Gene therapy on horizon for ASD families
Gene therapy on horizon for ASD families
We were all born with a hole in the septum, the thin membrane that separates the left and right atrial chambers. The hole shunts fetal blood away from still-undeveloped lungs. It usually closes shortly after birth, within the first week of life.
Once in every 1,500 live births in the United States, the hole never closes. In that case, blood passes from the left side of the atrium to the right side; instead of the normal process of blood returning from the lungs after being collected in the left atrium and passing to the left ventricle. As a result, patients aren’t getting enough blood in their left ventricle. When the chamber squeezes, it doesn’t squeeze enough blood into the circulation to provide adequate oxygenated blood to the rest of body. Children with atrial septal defect (ASD) become cyanotic.
Human molecular geneticist Jon Seidman, MD, of Harvard Medical School recently announced the discovery of gene mutations responsible for ASD.1 To scope the gene mutations’ role in ASD and determine the disorder’s inheritance pattern, he analyzed the DNA of a five-generation, 32-member extended congenital heart disease family, of which 17 survive. The family members who harbor this NKX2-5 mutation have a septal defect, Seidman wrote. Individuals with a surgically repaired septum usually do quite well. In other circumstances, they have electrical conductance defects and require a pacemaker to maintain a strong, steady heartbeat.
"In this extended family," Seidman wrote, "every living member required a pacemaker. The surprising thing is that many of them had the devices installed before they went on to have surgery to repair the hole."
It has been previously hypothesized that it was the surgical repair itself that led to the destruction of the electrical conductance system, requiring a pacemaker. "That may be true in many instan-ces," Seidman allowed, "but in this family, it ap-pears not to be. There are individuals here who had a conduction defect well before they showed any signs of a septal defect. . . Not all individuals with septal defects have conduction disease, certainly one could imagine screening the NKX2-5 gene of patients with septal defects to see if they have gene mutations, and . . . develop conduction disease.

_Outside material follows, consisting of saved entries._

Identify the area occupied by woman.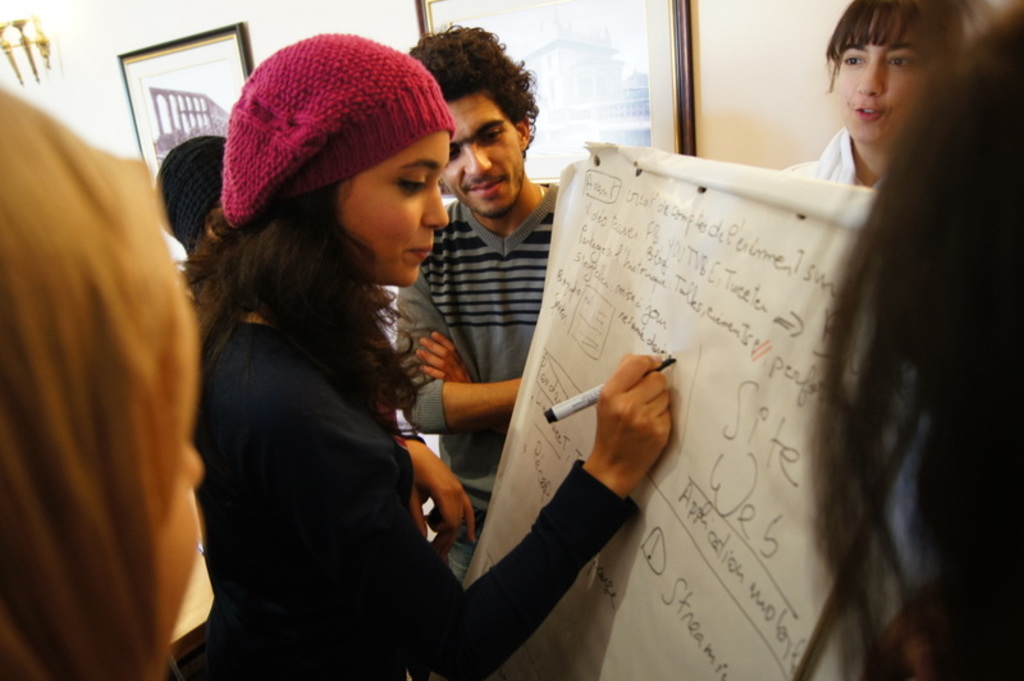
Area: box=[159, 45, 568, 680].
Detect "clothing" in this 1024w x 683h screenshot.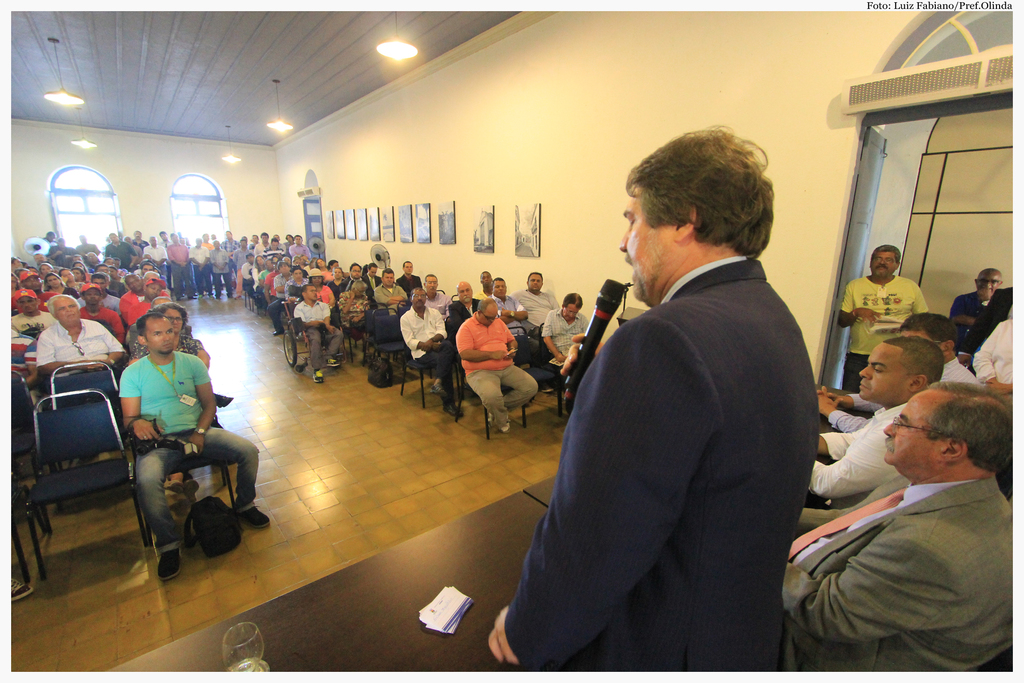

I just don’t know if the low number of cases will make it worthwhile."
Further down the road, Seidman foresees the potential for gene therapy in individuals with septal defects is real if you can identify the inadequate proteins in the septum. "You could imagine turning those genes on, stimulating septal formation — providing a treatment for people with this condition." "Of course," he concluded, "that’s sort of a pipe dream right now."
Reference
1. Schott J, Benson DW, Seidman JG, et al. Congenital heart disease caused by mutations in the transcription factor NKX2-5. Science 1998; 281.